The Merchant of Venice is now the most contentious of Shakespeare's plays. Its only rival in this respect is Othello, and this is because both plays deal with dangerous issues of race. In Othello, Iago uses the protagonists colour both to goad his victims jealousy and to excite the animosity of Venetian's against this visible outsider; in The Merchant of Venice, Shylocks Jewishness renders him, from the beginning, the object of general opprobrium in Christian Venice. But whereas the Moor is treated as a generally sympathetic character, the Jew appears to be cast in an entirely negative light. Or so, at least, many critics believe.

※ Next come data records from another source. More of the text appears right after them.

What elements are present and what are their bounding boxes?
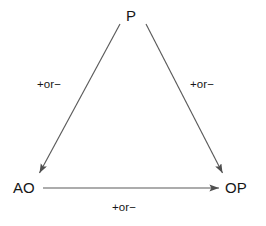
edge-label-p-to-op: +or− [190, 78, 214, 90]
node-label-p: P [126, 8, 136, 23]
edge-label-ao-to-op: +or− [112, 201, 136, 213]
node-label-ao: AO [13, 180, 35, 195]
node-label-op: OP [225, 180, 247, 195]
diagram-canvas: P AO OP +or− +or− +or− [0, 0, 266, 226]
edge-label-p-to-ao: +or− [37, 78, 61, 90]
edge-p-to-op [146, 24, 223, 173]
edge-p-to-ao [40, 24, 121, 173]
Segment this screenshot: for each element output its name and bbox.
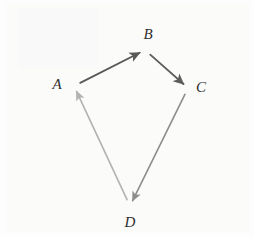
vertex-label-a: A bbox=[52, 77, 61, 92]
edge-a-to-b bbox=[80, 53, 139, 83]
figure-canvas: A B C D bbox=[0, 0, 254, 237]
edge-b-to-c bbox=[150, 55, 183, 84]
vertex-label-c: C bbox=[196, 80, 206, 95]
edge-layer bbox=[77, 53, 185, 201]
directed-cycle-graph bbox=[0, 0, 254, 237]
edge-d-to-a bbox=[77, 91, 128, 199]
edge-c-to-d bbox=[133, 94, 185, 200]
vertex-label-b: B bbox=[143, 27, 152, 42]
vertex-label-d: D bbox=[125, 215, 136, 230]
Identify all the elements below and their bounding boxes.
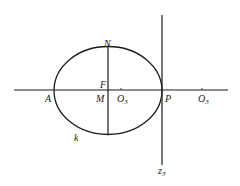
label-A: A xyxy=(44,93,52,104)
label-M: M xyxy=(95,93,105,104)
label-z3: z3 xyxy=(157,165,166,178)
label-O3-inner: O3 xyxy=(117,93,128,106)
label-O3-outer: O3 xyxy=(198,93,209,106)
ellipse-diagram: N F M A P O3 O3 k z3 xyxy=(0,0,240,186)
label-k: k xyxy=(74,132,79,143)
label-F: F xyxy=(99,79,107,90)
label-N: N xyxy=(103,38,112,49)
label-P: P xyxy=(164,93,171,104)
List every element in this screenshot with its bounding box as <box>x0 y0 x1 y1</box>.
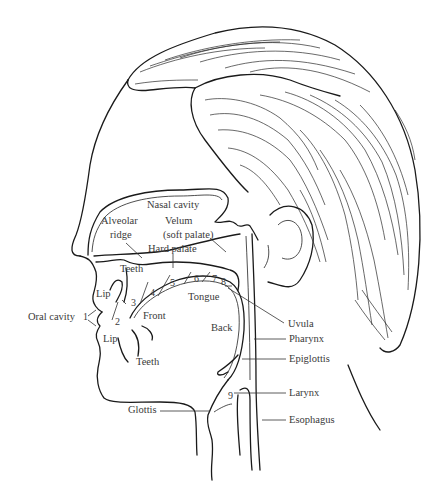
place-number-5: 5 <box>170 278 175 288</box>
place-number-8: 8 <box>221 277 226 287</box>
place-number-1: 1 <box>83 312 88 322</box>
place-number-2: 2 <box>115 317 120 327</box>
place-number-4: 4 <box>150 288 155 298</box>
label-epiglottis: Epiglottis <box>289 354 330 365</box>
place-number-7: 7 <box>212 274 217 284</box>
label-pharynx: Pharynx <box>289 334 324 345</box>
place-number-6: 6 <box>194 274 199 284</box>
place-number-3: 3 <box>131 298 136 308</box>
label-glottis: Glottis <box>128 405 157 416</box>
label-uvula: Uvula <box>288 319 314 330</box>
label-oral-cavity: Oral cavity <box>28 312 75 323</box>
label-lip-upper: Lip <box>96 289 111 300</box>
head-illustration <box>0 0 443 495</box>
label-nasal-cavity: Nasal cavity <box>147 200 199 211</box>
face-profile <box>72 80 380 455</box>
hair-drawing <box>128 27 420 352</box>
label-back: Back <box>211 323 233 334</box>
label-teeth-upper: Teeth <box>120 264 143 275</box>
label-teeth-lower: Teeth <box>136 357 159 368</box>
place-number-9: 9 <box>228 391 233 401</box>
label-front: Front <box>143 311 166 322</box>
label-lip-lower: Lip <box>103 334 118 345</box>
vocal-tract-diagram: Nasal cavity Alveolar ridge Velum (soft … <box>0 0 443 495</box>
label-velum: Velum <box>165 216 192 227</box>
label-larynx: Larynx <box>289 388 319 399</box>
label-hard-palate: Hard palate <box>148 244 197 255</box>
label-soft-palate: (soft palate) <box>163 230 213 241</box>
leader-lines <box>88 238 286 420</box>
label-esophagus: Esophagus <box>289 415 335 426</box>
label-ridge: ridge <box>110 230 132 241</box>
label-alveolar: Alveolar <box>101 216 138 227</box>
label-tongue: Tongue <box>188 292 219 303</box>
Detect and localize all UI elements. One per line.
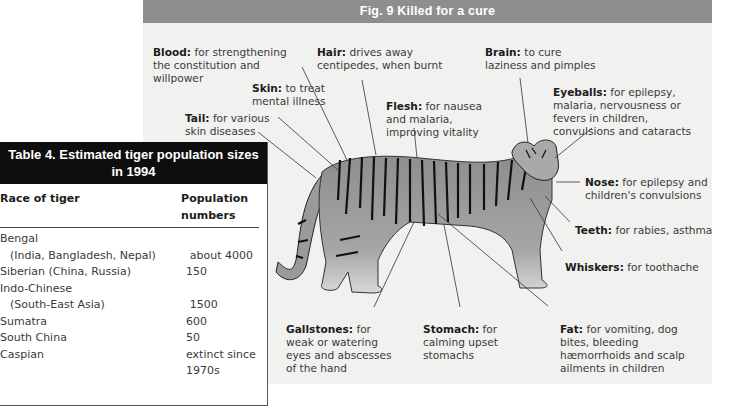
- table-row: (South-East Asia)1500: [0, 297, 267, 314]
- label-eyeballs: Eyeballs: for epilepsy, malaria, nervous…: [553, 86, 713, 138]
- table-row: Indo-Chinese: [0, 281, 267, 298]
- table-header-row: Race of tiger Population numbers: [0, 184, 259, 228]
- figure-title: Fig. 9 Killed for a cure: [143, 0, 712, 23]
- label-skin: Skin: to treat mental illness: [252, 82, 332, 108]
- table-row: Sumatra600: [0, 314, 267, 331]
- table-body: Bengal (India, Bangladesh, Nepal)about 4…: [0, 228, 267, 380]
- label-fat: Fat: for vomiting, dog bites, bleeding h…: [560, 323, 700, 375]
- label-teeth: Teeth: for rabies, asthma: [575, 224, 715, 237]
- label-stomach: Stomach: for calming upset stomachs: [423, 323, 533, 362]
- table-row: 1970s: [0, 363, 267, 380]
- column-header-race: Race of tiger: [0, 190, 181, 224]
- label-flesh: Flesh: for nausea and malaria, improving…: [386, 100, 504, 139]
- table-row: Bengal: [0, 231, 267, 248]
- table-row: Caspianextinct since: [0, 347, 267, 364]
- table-row: (India, Bangladesh, Nepal)about 4000: [0, 248, 267, 265]
- label-hair: Hair: drives away centipedes, when burnt: [317, 46, 447, 72]
- label-brain: Brain: to cure laziness and pimples: [485, 46, 605, 72]
- label-nose: Nose: for epilepsy and children's convul…: [585, 176, 715, 202]
- label-gallstones: Gallstones: for weak or watering eyes an…: [286, 323, 398, 375]
- table-row: Siberian (China, Russia)150: [0, 264, 267, 281]
- table-title: Table 4. Estimated tiger population size…: [0, 142, 267, 184]
- label-blood: Blood: for strengthening the constitutio…: [153, 46, 303, 85]
- label-whiskers: Whiskers: for toothache: [565, 261, 705, 274]
- label-tail: Tail: for various skin diseases: [185, 112, 285, 138]
- population-table: Table 4. Estimated tiger population size…: [0, 142, 268, 406]
- column-header-population: Population numbers: [181, 190, 259, 224]
- table-row: South China50: [0, 330, 267, 347]
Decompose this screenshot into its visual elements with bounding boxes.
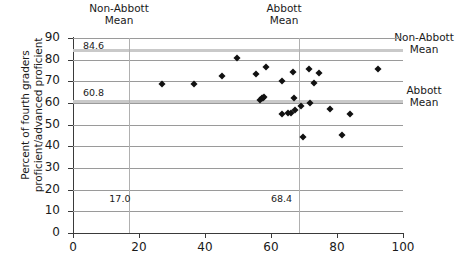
data-point	[289, 68, 296, 75]
y-tick-label-20: 20	[20, 182, 60, 196]
x-tick-label-20: 20	[119, 240, 159, 254]
top-callout-abbott-line2: Mean	[227, 14, 341, 26]
data-point	[278, 77, 285, 84]
x-axis-line	[73, 233, 404, 234]
top-callout-non-abbott-line2: Mean	[62, 14, 176, 26]
top-callout-non-abbott-line1: Non-Abbott	[62, 2, 176, 14]
data-point	[305, 65, 312, 72]
plot-area: 84.660.817.068.4	[73, 38, 403, 233]
x-tick-mark-80	[337, 234, 338, 238]
x-tick-label-40: 40	[185, 240, 225, 254]
gridline-y-50	[73, 125, 403, 126]
x-tick-mark-40	[205, 234, 206, 238]
y-tick-label-50: 50	[20, 117, 60, 131]
gridline-y-30	[73, 168, 403, 169]
x-tick-label-80: 80	[317, 240, 357, 254]
gridline-y-10	[73, 211, 403, 212]
data-point	[374, 65, 381, 72]
y-tick-label-40: 40	[20, 138, 60, 152]
x-tick-label-60: 60	[251, 240, 291, 254]
reference-band-h-60.8	[73, 100, 403, 103]
data-point	[252, 71, 259, 78]
y-tick-label-10: 10	[20, 203, 60, 217]
y-tick-label-60: 60	[20, 95, 60, 109]
gridline-y-90	[73, 38, 403, 39]
data-point	[347, 111, 354, 118]
x-tick-mark-0	[73, 234, 74, 238]
gridline-y-20	[73, 190, 403, 191]
x-tick-mark-20	[139, 234, 140, 238]
annotation-non-abbott-mean-y: 84.6	[83, 40, 104, 51]
data-point	[316, 69, 323, 76]
y-tick-label-0: 0	[20, 225, 60, 239]
top-callout-non-abbott-mean: Non-Abbott Mean	[62, 2, 176, 26]
x-tick-mark-100	[403, 234, 404, 238]
gridline-y-40	[73, 146, 403, 147]
y-tick-label-70: 70	[20, 73, 60, 87]
y-tick-label-30: 30	[20, 160, 60, 174]
x-tick-label-100: 100	[383, 240, 423, 254]
data-point	[263, 63, 270, 70]
top-callout-abbott-mean: Abbott Mean	[227, 2, 341, 26]
data-point	[219, 72, 226, 79]
annotation-abbott-mean-y: 60.8	[83, 87, 104, 98]
top-callout-abbott-line1: Abbott	[227, 2, 341, 14]
data-point	[326, 106, 333, 113]
x-tick-mark-60	[271, 234, 272, 238]
y-tick-label-90: 90	[20, 30, 60, 44]
reference-band-h-84.6	[73, 49, 403, 52]
gridline-y-70	[73, 81, 403, 82]
y-tick-label-80: 80	[20, 52, 60, 66]
annotation-abbott-mean-x: 68.4	[271, 193, 292, 204]
x-tick-label-0: 0	[53, 240, 93, 254]
annotation-non-abbott-mean-x: 17.0	[109, 193, 130, 204]
data-point	[300, 133, 307, 140]
data-point	[338, 132, 345, 139]
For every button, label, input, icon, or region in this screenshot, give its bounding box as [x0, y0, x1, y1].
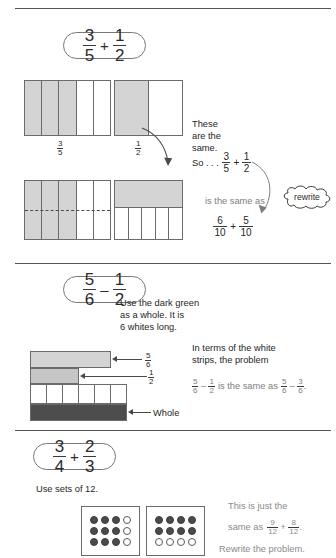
note-are-the: are the — [192, 130, 221, 142]
dot-filled — [101, 516, 109, 524]
dot-filled — [101, 527, 109, 535]
worksheet-page: 3 5 + 1 2 3 5 1 2 — [0, 0, 336, 558]
dot-filled — [101, 538, 109, 546]
fraction-nine-twelfths: 9 12 — [267, 519, 278, 536]
dot-empty — [177, 538, 185, 546]
denominator: 5 — [83, 45, 96, 64]
dot-filled — [177, 527, 185, 535]
strip-one-half — [30, 368, 79, 384]
instruction-line-2: as a whole. It is — [120, 309, 184, 321]
operator-minus: – — [287, 380, 297, 392]
dot-empty — [166, 538, 174, 546]
problem-pill-3: 3 4 + 2 3 — [33, 443, 116, 470]
bar-cell — [59, 81, 76, 135]
is-the-same-as-text: is the same as — [215, 380, 281, 392]
explanation-equation: 5 6 – 1 2 is the same as 5 6 – 3 6 . — [192, 378, 306, 395]
label-five-sixths: 5 6 — [145, 352, 151, 369]
divided-bottom-half — [115, 208, 182, 239]
bar-cell — [115, 208, 129, 239]
dot-grid — [155, 516, 197, 547]
dot-filled — [90, 516, 98, 524]
rewrite-callout[interactable]: rewrite — [281, 185, 333, 209]
bar-cell — [142, 208, 156, 239]
pointer-head-five-sixths — [112, 356, 117, 362]
dashed-split-line — [25, 210, 110, 211]
numerator: 1 — [113, 27, 126, 45]
strip-five-sixths — [30, 351, 111, 368]
instruction-line-3: 6 whites long. — [120, 321, 177, 333]
fraction-one-half: 1 2 — [113, 27, 126, 64]
dot-empty — [123, 516, 131, 524]
bar-cell — [77, 81, 94, 135]
fraction-two-thirds: 2 3 — [83, 438, 96, 475]
operator-plus: + — [96, 37, 113, 54]
strip-row-whites — [30, 384, 127, 404]
dot-empty — [188, 538, 196, 546]
same-as-prefix: same as — [228, 521, 263, 533]
bar-cell — [42, 81, 59, 135]
numerator: 3 — [83, 27, 96, 45]
problem-pill-1: 3 5 + 1 2 — [63, 32, 146, 59]
dot-filled — [155, 516, 163, 524]
dot-filled — [177, 516, 185, 524]
rewrite-label: rewrite — [294, 192, 320, 202]
fraction-five-sixths: 5 6 — [83, 271, 96, 308]
explanation3-rewrite-prompt: Rewrite the problem. — [219, 543, 305, 555]
shaded-top-half — [115, 181, 182, 208]
operator-plus: + — [66, 448, 83, 465]
explanation3-equation: same as 9 12 + 8 12 . — [228, 519, 302, 536]
dot-grid — [90, 516, 132, 547]
white-unit — [62, 385, 78, 403]
explanation3-line-1: This is just the — [228, 500, 287, 512]
operator-minus: – — [96, 281, 112, 298]
arrow-halves-to-tenths — [120, 118, 200, 180]
white-unit — [110, 385, 126, 403]
label-one-half-strip: 1 2 — [148, 369, 154, 386]
period: . — [304, 380, 307, 392]
dot-set-three-fourths — [81, 506, 140, 556]
label-whole: Whole — [153, 407, 179, 419]
section-divider-middle — [15, 263, 331, 264]
white-unit — [46, 385, 62, 403]
bar-cell — [129, 208, 143, 239]
explanation-line-2: strips, the problem — [192, 354, 268, 366]
dot-filled — [188, 527, 196, 535]
pointer-head-one-half — [80, 373, 85, 379]
denominator: 2 — [113, 45, 126, 64]
instruction-line-1: Use the dark green — [120, 297, 199, 309]
explanation-line-1: In terms of the white — [192, 342, 276, 354]
operator-plus: + — [227, 221, 239, 233]
white-unit — [78, 385, 94, 403]
bar-model-three-fifths — [24, 80, 111, 136]
strip-whole-dark-green — [30, 404, 127, 421]
section-divider-top — [15, 8, 331, 9]
pointer-line-one-half — [85, 376, 147, 377]
dot-filled — [188, 516, 196, 524]
fraction-three-fifths: 3 5 — [83, 27, 96, 64]
dot-empty — [155, 538, 163, 546]
pointer-line-whole — [133, 412, 151, 413]
so-prefix: So . . . — [192, 157, 219, 169]
bar-cell — [156, 208, 170, 239]
dot-empty — [123, 527, 131, 535]
operator-minus: – — [198, 380, 208, 392]
dot-empty — [123, 538, 131, 546]
fraction-six-tenths: 6 10 — [213, 216, 227, 238]
period: . — [299, 521, 302, 533]
white-unit — [94, 385, 110, 403]
bar-model-five-tenths — [114, 180, 183, 240]
bar-cell — [169, 208, 182, 239]
dot-filled — [90, 527, 98, 535]
dot-filled — [155, 527, 163, 535]
pointer-line-five-sixths — [117, 359, 142, 360]
fraction-eight-twelfths: 8 12 — [288, 519, 299, 536]
dot-filled — [112, 538, 120, 546]
note-so-equation: So . . . 3 5 + 1 2 — [192, 152, 251, 174]
dot-filled — [90, 538, 98, 546]
instruction-use-sets-of-12: Use sets of 12. — [36, 483, 98, 495]
section-divider-bottom — [15, 430, 331, 431]
bar-cell — [25, 81, 42, 135]
operator-plus: + — [278, 521, 288, 533]
fraction-three-fifths-small: 3 5 — [222, 152, 231, 174]
dot-filled — [166, 516, 174, 524]
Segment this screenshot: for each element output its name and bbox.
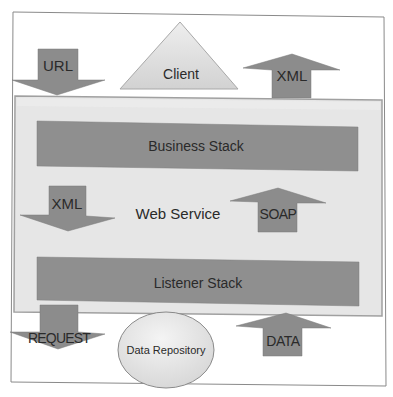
- request-arrow-label: REQUEST: [28, 330, 91, 346]
- url-arrow-label: URL: [43, 57, 73, 74]
- client-label: Client: [163, 66, 199, 82]
- web-service-label: Web Service: [136, 205, 221, 222]
- data-arrow-label: DATA: [266, 333, 300, 349]
- business-stack-label: Business Stack: [148, 138, 245, 154]
- listener-stack-label: Listener Stack: [154, 275, 244, 291]
- soap-arrow-label: SOAP: [260, 206, 297, 222]
- xml-middle-arrow-label: XML: [52, 195, 83, 212]
- web-service-diagram: URL Client XML Business Stack XML Web Se…: [0, 0, 393, 397]
- data-repository-label: Data Repository: [127, 344, 206, 356]
- xml-top-arrow-label: XML: [277, 67, 308, 84]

In this book, however, one of the best respected critics of Shakespeare, Michael Neill, takes issue with this simplistic view, providing a fresh reading of the play and arguing that in it, as always, Shakespeare refuses to allow us the comfort of any single 'view of the world'.

About the Author

Michael Neill is Emeritus Professor of English at the University of Auckland, New Zealand, and is the author of Issues of Death and Putting History to the Question; he has edited Anthony and Cleopatra and Othello for the Oxford Shakespeare, and a range of plays, including The Spanish Tragedy, The Duchess of Malfi, and The Changeling, for other series. Most recently he co-edited The Oxford Handbook of Shakespearean Tragedy.